Sen. Dianne Feinstein, chairwoman of the Senate Intelligence Committee, said that the Internet surveillance program, known as PRISM, was helpful in catching Afghan-American Najibullah Zazi, who pleaded guilty in the 2009 plot to bomb the New York City subway, saying he had been recruited by al-Qaeda in Pakistan.
The break in that case came, according to court documents and testimony, when Zazi e-mailed a Yahoo address seeking help with his bomb recipe. British authorities had been monitoring that address.
"It's the rogue actor, the random guy like the New York subway bomber, that is now going to act differently," said James Lewis, director of the technology and public policy program at the Center for Strategic and International Studies. "The non-professional will now be more cautious about how he acts."
Susan Landau, author of Surveillance or Security?:The Risks Posed by New Wiretapping Technology, counters that government has the right to protect algorithms, the specific mathematical formulas the NSA uses to process and analyze the data. But the public is entitled to know the kinds of data collected and how its use can be restricted to prevent abuse of law-abiding citizens, she said.
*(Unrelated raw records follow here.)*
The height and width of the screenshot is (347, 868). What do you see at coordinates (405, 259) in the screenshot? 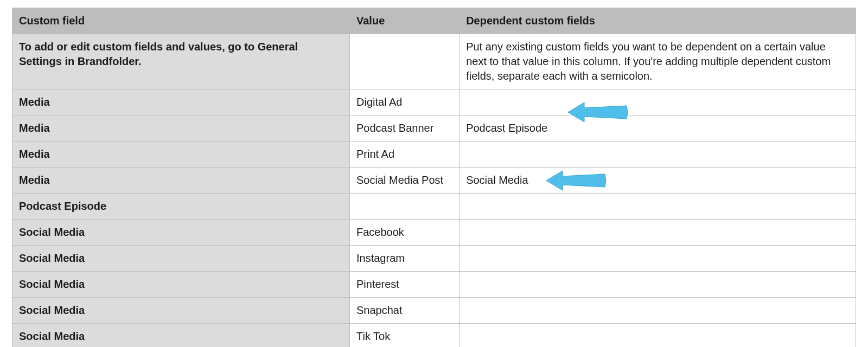
I see `cell-value: Instagram` at bounding box center [405, 259].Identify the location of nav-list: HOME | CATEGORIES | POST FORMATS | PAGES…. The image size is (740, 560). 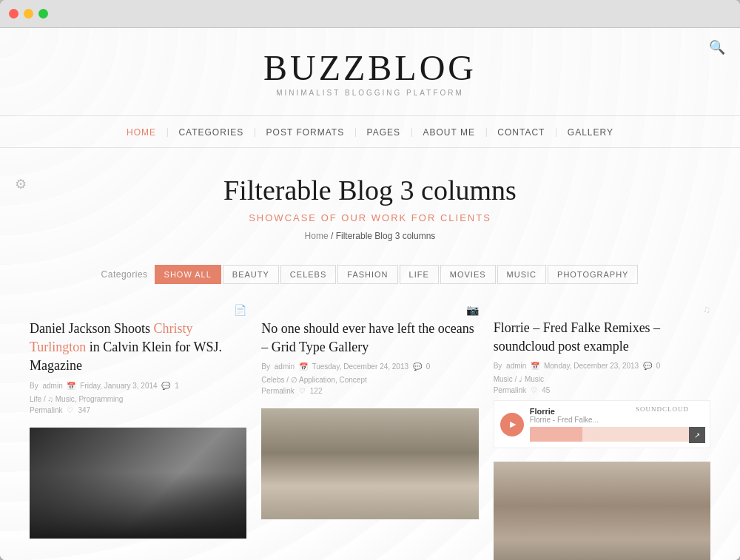
(370, 132).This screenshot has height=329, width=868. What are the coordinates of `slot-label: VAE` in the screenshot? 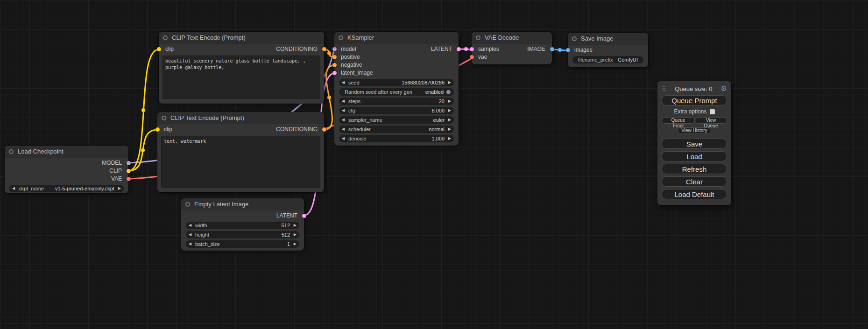 It's located at (117, 179).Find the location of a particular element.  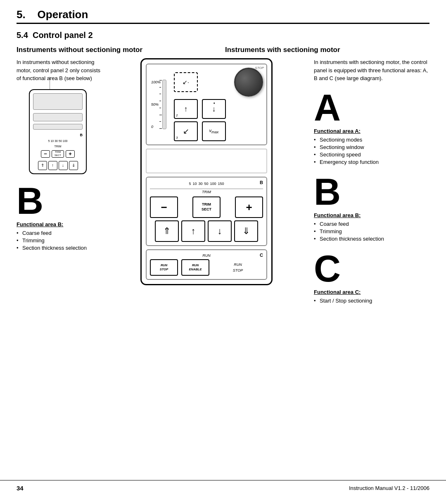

"We really need to discuss how this meta-data should be handled under the law," Landau said. "What data is collected and what the minimization rules are for that data."
In the recent past, Congress has shown little appetite for making public even the general outlines of the government's surveillance programs. Last year, three disclosure proposals were offered by Democratic Reps. Bobby Scott of Virginia, Jerrold Nadler of New York and Sheila Jackson Lee of Texas, but were defeated by the House Judiciary Committee.
History has shown that clandestine snooping techniques can be revealed without undermining the ability of the intelligence community to continue to use the programs, said U.S. intelligence historian Matthew Aid.
For example, In 1971, journalist Jack Anderson revealed that hidden in the U.S. embassy in Moscow was a radiotelephone interceptor that was listening in on calls by the Kremlin leadership. Anderson was immediately condemned by the U.S. government for the disclosure of the surveillance program, code-named Gamma Guppy.
Despite the fact that Gamma Guppy had been compromised, the Soviet leaders continued to use this insecure form of communication. And the Gamma Guppy intelligence continued to roll in, said Aid, who wrote about the episode in his book The Secret Sentry: The Untold History of the National Security Agency.
In fact, nearly a year after the revelation, intelligence officers learned vital information through the surveillance project that played a crucial part in how the Nixon administration negotiated with the Soviet Union on the SALT Treaty.
It wasn't until 1973 that the Soviets began installing jamming equipment around the U.S. embassy to try to prevent the Americans from intercepting Kremlin calls.
"If history teaches us anything," Aid said, "the immediate claims by senior intelligence officers that severe and irremediable damage to the U.S. intelligence community are usually overstated."